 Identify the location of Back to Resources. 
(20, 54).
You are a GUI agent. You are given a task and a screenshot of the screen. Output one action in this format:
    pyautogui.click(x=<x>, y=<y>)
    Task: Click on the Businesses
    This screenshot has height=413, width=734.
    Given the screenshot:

######

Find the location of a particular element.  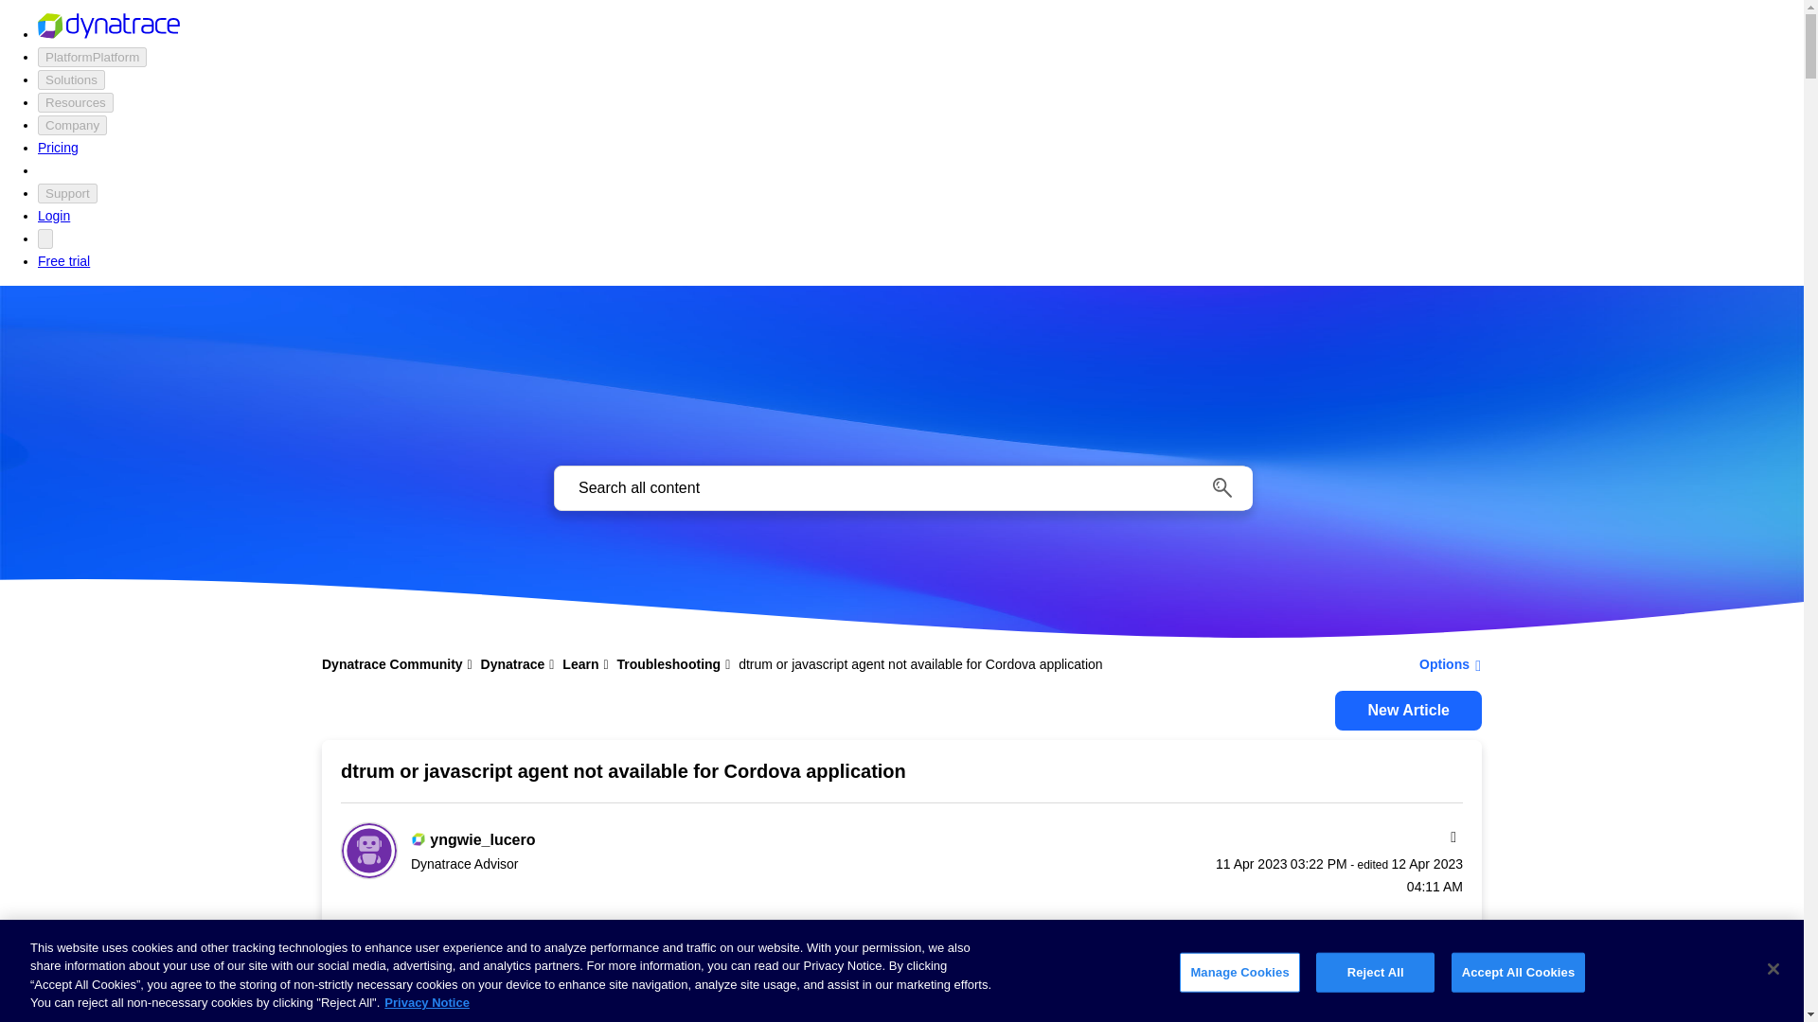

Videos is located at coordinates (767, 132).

######

# YOUR GOAL
In the data above, find each line where the string "screenshot" appears, then copy it.

# YOUR RESPONSE
You are a GUI agent. You are given a task and a screenshot of the screen. Output one action in this format:
    This screenshot has height=413, width=734.
    Given the screenshot:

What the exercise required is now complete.